Fresh discussion around AI triage in mammography centers on a practical question: can screening programs reduce radiologist workload without sacrificing safety? That framing reflects a broader market shift from AI as an accuracy upgrade to AI as an operational response to screening capacity pressure.

Source: Oncodaily

Mammography AI is no longer just being judged on whether it can find more cancers in reader studies. The sharper question now is whether it can safely remove work from screening workflows. That matters because breast screening programs in many regions face rising volumes, reader shortages, and growing pressure to maintain turnaround times without inflating costs.

Triage models are appealing because they can theoretically identify clearly low-risk exams for lighter review pathways while escalating suspicious cases. In principle, that could preserve human attention for the studies that need it most. But the downside risk is obvious: even small misses in a population screening context can become politically and clinically unacceptable.

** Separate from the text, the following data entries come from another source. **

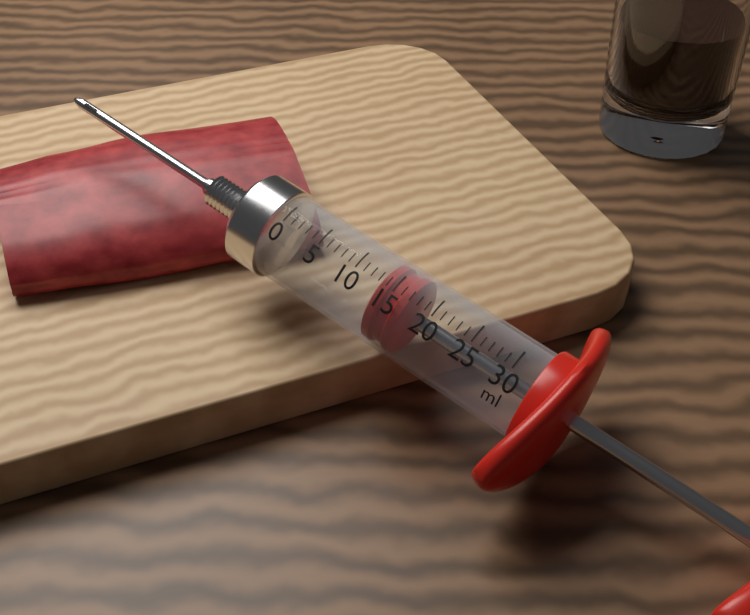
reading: 13 ml
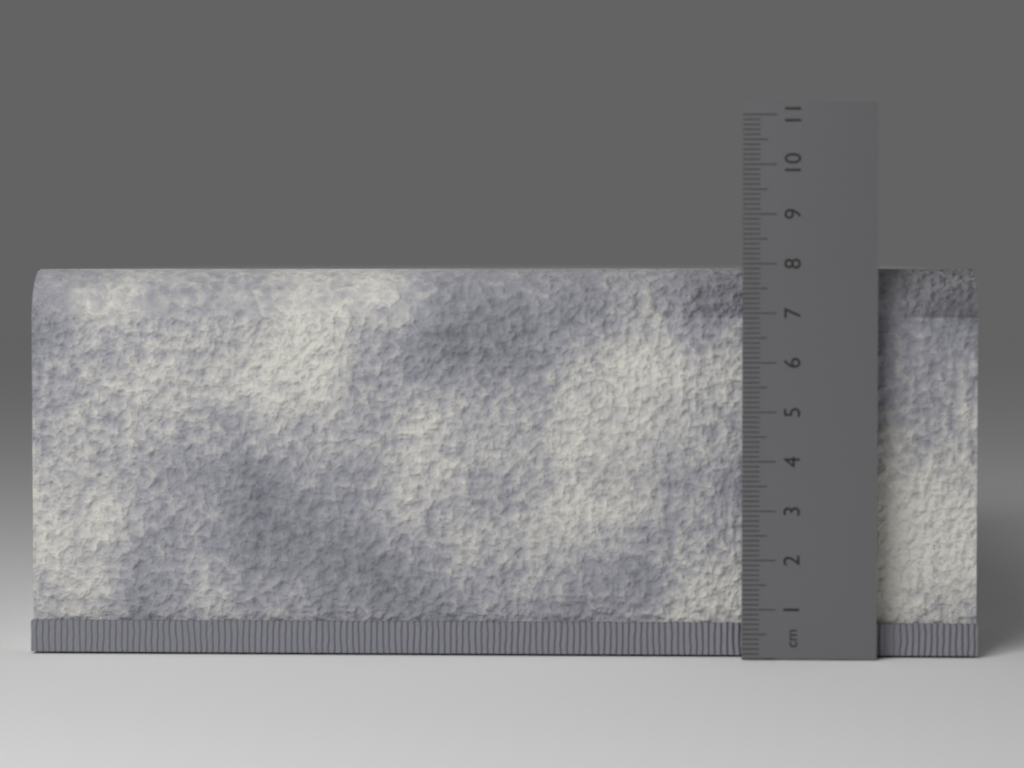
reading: 7.9 cm
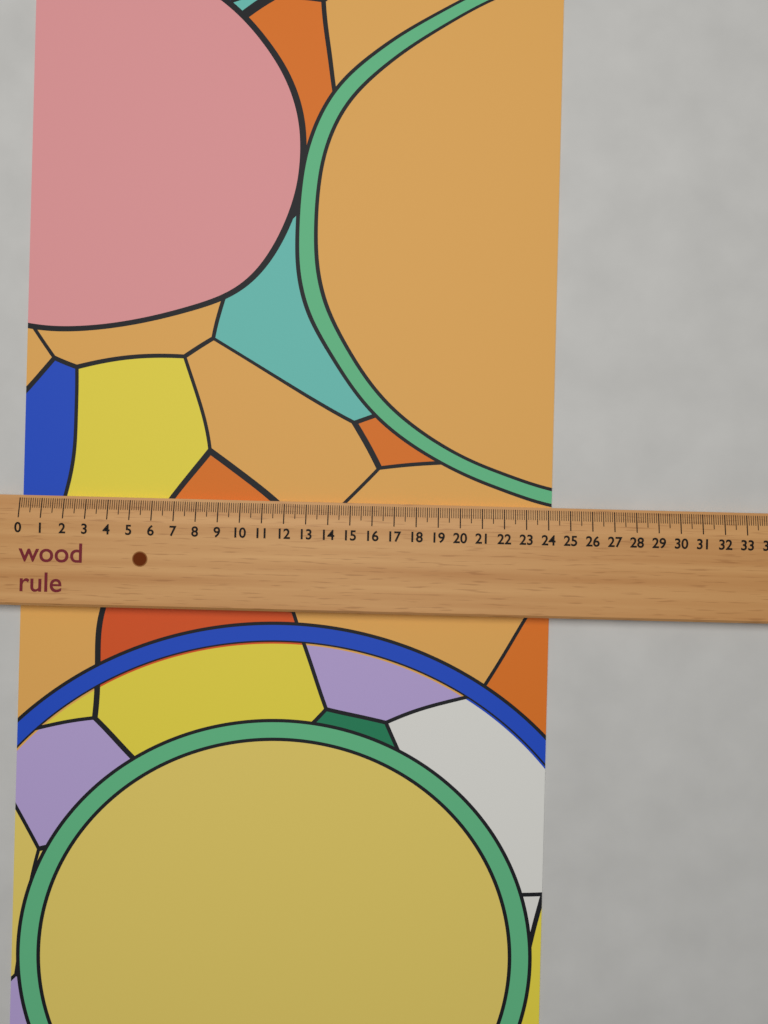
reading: 24.2 (no unit)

The strategic issue is therefore one of trust architecture, not just algorithm design. Programs need to know where AI can sit in the workflow, how false negatives are monitored, and what degree of human oversight remains mandatory. That makes implementation evidence, governance, and auditing just as important as headline sensitivity figures.

If mammography triage proves robust, it could become one of the clearest examples of AI delivering labor productivity in a highly standardized clinical domain. That would have implications beyond breast imaging, offering a template for how AI gets deployed in screening: not as a replacement radiologist, but as a system-level workload manager with carefully bounded autonomy.